When he saw Paula, De Morville alighted from his carriage, entered the park, took her arm, and made her a thousand tender reproaches as to her sudden departure, entreating her to give him an explanation of so singular a decision.
Fearing to be met in the park, although the night was drawing on, Paula led De Morville to the pavilion in which Bertha and De Hansfeld had been shut up.
When Bertha heard the door open, from an involuntary impulse of alarm she took refuge in the inner room of the pavilion, whither Arnold followed her, and whence he could hear, in the hasty conversation that followed between De Morville and Paula, that the latter at least had never forgotten her duty as his wife.
De Morville, reassured by the most tender protestations of Paula, who urged his immediate departure, had just requested one kiss on his forehead, when De Brévannes, deceived by the dusk, by Bertha's cloak, and particularly by his conviction that his wife was in the châlet, shot the princess.

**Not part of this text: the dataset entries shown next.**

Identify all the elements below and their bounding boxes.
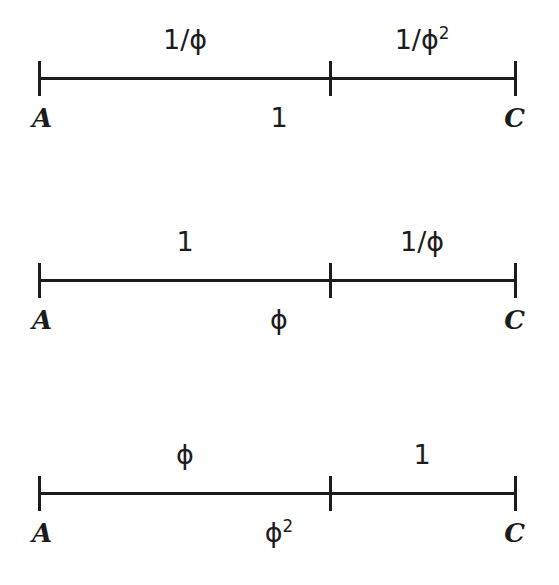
segment-diagram-1: 1/ϕ 1/ϕ2 A 1 C	[0, 0, 559, 140]
diagram-3-right-segment-text: 1	[413, 439, 430, 470]
diagram-3-left-segment-label: ϕ	[176, 441, 194, 468]
diagram-2-left-tick	[38, 263, 41, 298]
diagram-1-right-segment-label: 1/ϕ2	[395, 26, 450, 53]
diagram-1-left-segment-text: 1/ϕ	[163, 24, 207, 55]
diagram-1-start-point-label: A	[32, 105, 52, 131]
diagram-2-right-segment-label: 1/ϕ	[400, 228, 444, 255]
diagram-3-left-segment-text: ϕ	[176, 439, 194, 470]
diagram-1-end-point-label: C	[504, 105, 525, 131]
diagram-2-start-point-label: A	[32, 307, 52, 333]
diagram-1-total-label: 1	[270, 104, 287, 131]
figure-root: 1/ϕ 1/ϕ2 A 1 C 1 1/ϕ A ϕ C	[0, 0, 559, 585]
diagram-1-divider-tick	[329, 61, 332, 96]
diagram-2-right-tick	[514, 263, 517, 298]
diagram-2-total-label: ϕ	[270, 306, 288, 333]
diagram-1-left-tick	[38, 61, 41, 96]
diagram-3-axis-line	[38, 492, 516, 495]
diagram-1-right-segment-exponent: 2	[439, 23, 450, 43]
diagram-2-axis-line	[38, 279, 516, 282]
diagram-3-right-segment-label: 1	[413, 441, 430, 468]
diagram-2-right-segment-text: 1/ϕ	[400, 226, 444, 257]
diagram-1-right-segment-text: 1/ϕ	[395, 24, 439, 55]
diagram-2-left-segment-label: 1	[176, 228, 193, 255]
diagram-3-right-tick	[514, 476, 517, 511]
diagram-3-total-exponent: 2	[283, 516, 294, 536]
diagram-3-total-label: ϕ2	[265, 519, 293, 546]
diagram-2-left-segment-text: 1	[176, 226, 193, 257]
diagram-3-total-text: ϕ	[265, 517, 283, 548]
segment-diagram-2: 1 1/ϕ A ϕ C	[0, 202, 559, 342]
diagram-2-end-point-label: C	[504, 307, 525, 333]
diagram-2-total-text: ϕ	[270, 304, 288, 335]
diagram-1-total-text: 1	[270, 102, 287, 133]
segment-diagram-3: ϕ 1 A ϕ2 C	[0, 415, 559, 555]
diagram-3-start-point-label: A	[32, 520, 52, 546]
diagram-1-right-tick	[514, 61, 517, 96]
diagram-1-left-segment-label: 1/ϕ	[163, 26, 207, 53]
diagram-3-divider-tick	[329, 476, 332, 511]
diagram-2-divider-tick	[329, 263, 332, 298]
diagram-3-left-tick	[38, 476, 41, 511]
diagram-1-axis-line	[38, 77, 516, 80]
diagram-3-end-point-label: C	[504, 520, 525, 546]
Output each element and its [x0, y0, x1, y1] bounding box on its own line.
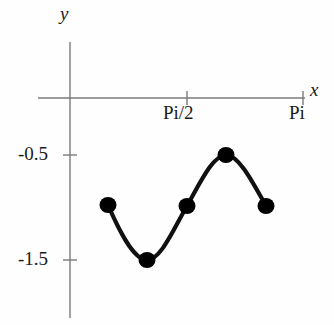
y-axis-label: y — [60, 4, 68, 23]
data-point-marker — [179, 198, 196, 214]
y-tick-label-neg-one-five: -1.5 — [18, 249, 48, 268]
data-point-marker — [100, 197, 117, 213]
x-tick-label-pi: Pi — [289, 103, 305, 122]
x-tick-label-pi-half: Pi/2 — [163, 103, 194, 122]
y-tick-label-neg-half: -0.5 — [18, 144, 48, 163]
plot-figure: y x Pi/2 Pi -0.5 -1.5 — [0, 0, 334, 325]
data-point-marker — [218, 147, 235, 163]
data-point-marker — [258, 198, 275, 214]
plot-canvas — [0, 0, 334, 325]
data-point-marker — [139, 252, 156, 268]
x-axis-label: x — [310, 80, 318, 99]
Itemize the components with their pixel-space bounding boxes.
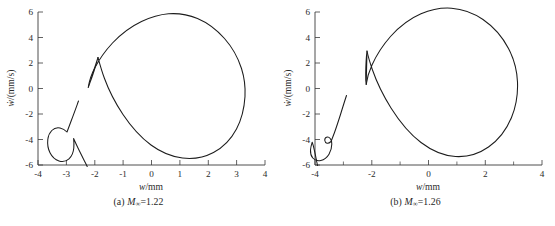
y-axis-title-b: ẇ/(mm/s): [282, 70, 294, 107]
x-ticklabel-a-7: 3: [234, 169, 239, 179]
x-ticklabel-a-0: -4: [34, 169, 42, 179]
y-ticklabel-a-2: -2: [25, 109, 33, 119]
x-ticklabel-b-1: -2: [368, 169, 376, 179]
x-ticklabel-a-3: -1: [119, 169, 127, 179]
y-ticklabel-a-6: 6: [28, 7, 33, 17]
y-ticklabel-b-1: -4: [302, 135, 310, 145]
caption-a: (a) M∞=1.22: [0, 196, 277, 208]
x-ticks-a: [38, 160, 265, 165]
x-ticklabel-b-4: 4: [540, 169, 545, 179]
y-ticklabel-b-5: 4: [305, 33, 310, 43]
x-ticklabel-a-4: 0: [149, 169, 154, 179]
y-ticklabel-b-6: 6: [305, 7, 310, 17]
x-axis-title-b: w/mm: [416, 181, 441, 192]
caption-b-value: =1.26: [418, 196, 441, 207]
y-axis-title-a: ẇ/(mm/s): [5, 70, 17, 107]
y-ticklabel-b-0: -6: [302, 160, 310, 170]
plot-a: 6 4 2 0 -2 -4 -6 -4 -3 -2 -1 0 1 2 3 4 w…: [0, 0, 277, 226]
y-ticklabel-b-3: 0: [305, 84, 310, 94]
x-ticklabel-a-8: 4: [263, 169, 268, 179]
y-ticklabel-a-1: -4: [25, 135, 33, 145]
figure-container: 6 4 2 0 -2 -4 -6 -4 -3 -2 -1 0 1 2 3 4 w…: [0, 0, 555, 226]
x-ticks-b: [315, 160, 542, 165]
y-ticks-b: [315, 12, 320, 165]
caption-b: (b) M∞=1.26: [277, 196, 554, 208]
transient-spiral-a: [48, 101, 88, 167]
limit-cycle-orbit-b: [366, 8, 517, 157]
y-ticklabel-a-5: 4: [28, 33, 33, 43]
transient-spiral-b: [310, 96, 346, 166]
limit-cycle-cusp-b: [366, 51, 367, 85]
caption-a-value: =1.22: [140, 196, 163, 207]
x-ticklabel-a-1: -3: [63, 169, 71, 179]
y-ticklabel-b-2: -2: [302, 109, 310, 119]
caption-b-symbol: M: [404, 196, 412, 207]
x-axis-title-a: w/mm: [139, 181, 164, 192]
y-ticklabel-a-3: 0: [28, 84, 33, 94]
y-ticklabel-a-4: 2: [28, 58, 33, 68]
x-ticklabel-b-0: -4: [311, 169, 319, 179]
x-ticklabel-a-2: -2: [91, 169, 99, 179]
x-ticklabel-a-6: 2: [206, 169, 211, 179]
caption-a-prefix: (a): [113, 196, 124, 207]
caption-b-prefix: (b): [390, 196, 402, 207]
limit-cycle-orbit-a: [88, 14, 245, 159]
panel-a: 6 4 2 0 -2 -4 -6 -4 -3 -2 -1 0 1 2 3 4 w…: [0, 0, 277, 226]
plot-b: 6 4 2 0 -2 -4 -6 -4 -2 0 2 4 w/mm ẇ/(mm/…: [277, 0, 554, 226]
x-ticklabel-b-3: 2: [483, 169, 488, 179]
y-ticklabel-b-4: 2: [305, 58, 310, 68]
y-ticks-a: [38, 12, 43, 165]
x-ticklabel-a-5: 1: [178, 169, 183, 179]
limit-cycle-cusp-a: [88, 58, 98, 88]
y-ticklabel-a-0: -6: [25, 160, 33, 170]
x-ticklabel-b-2: 0: [426, 169, 431, 179]
panel-b: 6 4 2 0 -2 -4 -6 -4 -2 0 2 4 w/mm ẇ/(mm/…: [277, 0, 554, 226]
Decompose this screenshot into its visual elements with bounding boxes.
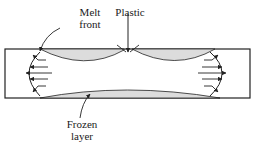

The next morning the shawl of Iris was found floating in one of the lakes.
It may be remembered that De Morville had said to Paula that a solemn oath forced him to avoid every occasion of seeing her. This was another of the machinations of Iris. Jealous of this new attachment of her mistress, the gipsy girl had gone to Madame de Morville, and represented to her a fearful picture of the fierce and suspicious jealousy of the Prince de Hansfeld, who was, she asserted, capable of destroying M. de Morville in some murderous stratagem, if he any longer carried on his liaison with the princess. Madame de Morville, alarmed at the dangers which threatened her son, made him take an oath, without revealing to him the cause of her alarm, to think no more of Madame de Hansfeld unless she became a widow. De Morville, although this oath cost him dear, saw his adored mother so agitated, so supplicating, and her health so frail, that he felt a refusal would be a terrible, perchance a mortal blow. He yielded—promised.
* * * * *
Eighteen months after these events, Bertha Raimond, princess de Hansfeld, went with Arnold and the old engraver to Germany, where the three took up their permanent abode.